The Bellagio 7-card stud game died this past year. RIP. For some of the old players, literally RIP. I suspect the only social security money I’ll ever see came from them 🙂 In any case stud has gone the way of the dodo and Kansas City lowball and I’ll miss it. But for the last 8 years any time I needed money it was a $200 plane flight and two hours away. This may seem like a weird thing to say, but that’s life changing – more specifically backbone inspiring. From that day on I never took shit from bosses, my parents, or much of anyone else really. When your backup plan is to make a couple thousand a day, it gives you some freedom to maneuver on the main plan.
The point of this article isn’t really to tell gambling stories of course. It’s to get you to take some shots when you don’t know if they’ll work out. I stumbled on an intriguing one recently – smoked turkey legs. This is where the readers should riot – what is a blog about trading doing talking about turkey legs? Well, it turns out it costs about $1.50 per leg in ingredients and fuel to make them with a Traeger type pellet smoker. Turkey leg stands at fairs and whatnot sell them for $5.50 or so. I bet a stand on the local pedestrian mall could sell 100 legs during lunch at least 100 days a year. That’s enough to cover 4 hours of employee time per day with hundreds of dollars a day left over. The profit could be $10,000 per year for just a few hours of management a week and one smoker and food stand worth of capital Do I know for sure it would make money? Hell no. Food inspectors and mall vendor permits could kill me. Restaurant union goons could bust up the stand. Turkey prices could skyrocket. I have no idea. But it would only take about $2000 to find out, and if I had even a 10% chance of making $10,000 per year that’s a ridiculously good gamble. The possibility of expansion to more than one stand makes it even better. It’s a gamble I should take. But I’m lazy and like to make my money staring at a screen or sitting at a card table so I haven’t done it.
Maybe someone reading this is smarter than I am and will try it. Get the permits, buy a smoker, hire and employee and find out if there’s money to be made. I don’t know, but then neither do you. As Toby would remind us, it’s stupid not to find out.
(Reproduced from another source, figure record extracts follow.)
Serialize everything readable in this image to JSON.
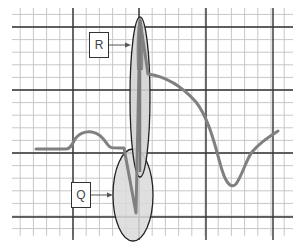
{
  "diagram": {
    "type": "ecg-waveform",
    "grid": {
      "minor_color": "#c8c8c8",
      "major_color": "#333333",
      "x_start": 12,
      "x_end": 293,
      "y_start": 8,
      "y_end": 236,
      "major_vertical_x": [
        73,
        139,
        206,
        273
      ],
      "major_horizontal_y": [
        27,
        90,
        153,
        217
      ]
    },
    "waveform": {
      "color": "#808080",
      "segments": [
        "baseline",
        "P wave",
        "Q wave",
        "R wave",
        "S-T descent",
        "T-inverted trough",
        "recovery"
      ]
    },
    "labels": [
      {
        "id": "R",
        "text": "R",
        "box": {
          "x": 89,
          "y": 32,
          "w": 20,
          "h": 26
        },
        "arrow_to": {
          "x": 131,
          "y": 45
        }
      },
      {
        "id": "Q",
        "text": "Q",
        "box": {
          "x": 71,
          "y": 182,
          "w": 20,
          "h": 26
        },
        "arrow_to": {
          "x": 113,
          "y": 195
        }
      }
    ],
    "highlights": [
      {
        "id": "R-ellipse",
        "cx": 140,
        "cy": 97,
        "rx": 10,
        "ry": 80,
        "fill": "#d3d3d3"
      },
      {
        "id": "Q-ellipse",
        "cx": 133,
        "cy": 195,
        "rx": 20,
        "ry": 46,
        "fill": "#d9d9d9"
      }
    ]
  }
}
OK, I will bite. My trading method is to follow trends after they have shown the first signs of a breakout. Well, trading breakouts is a real b!@tch. No matter how I try to filter them they mostly fail. But when they don’t a good trade can pay for 5-6 bad ones, even more. How this relates to this article? You see, I don’t know if a entry will be at least break even or a full %R loss. I just take it. All it costs is 2-5% of my capital to take the opportunity. It may be a 15+% winner or just another failed trade.
PS I am lazy too. I’d rather make money staring a screen than selling turkey legs.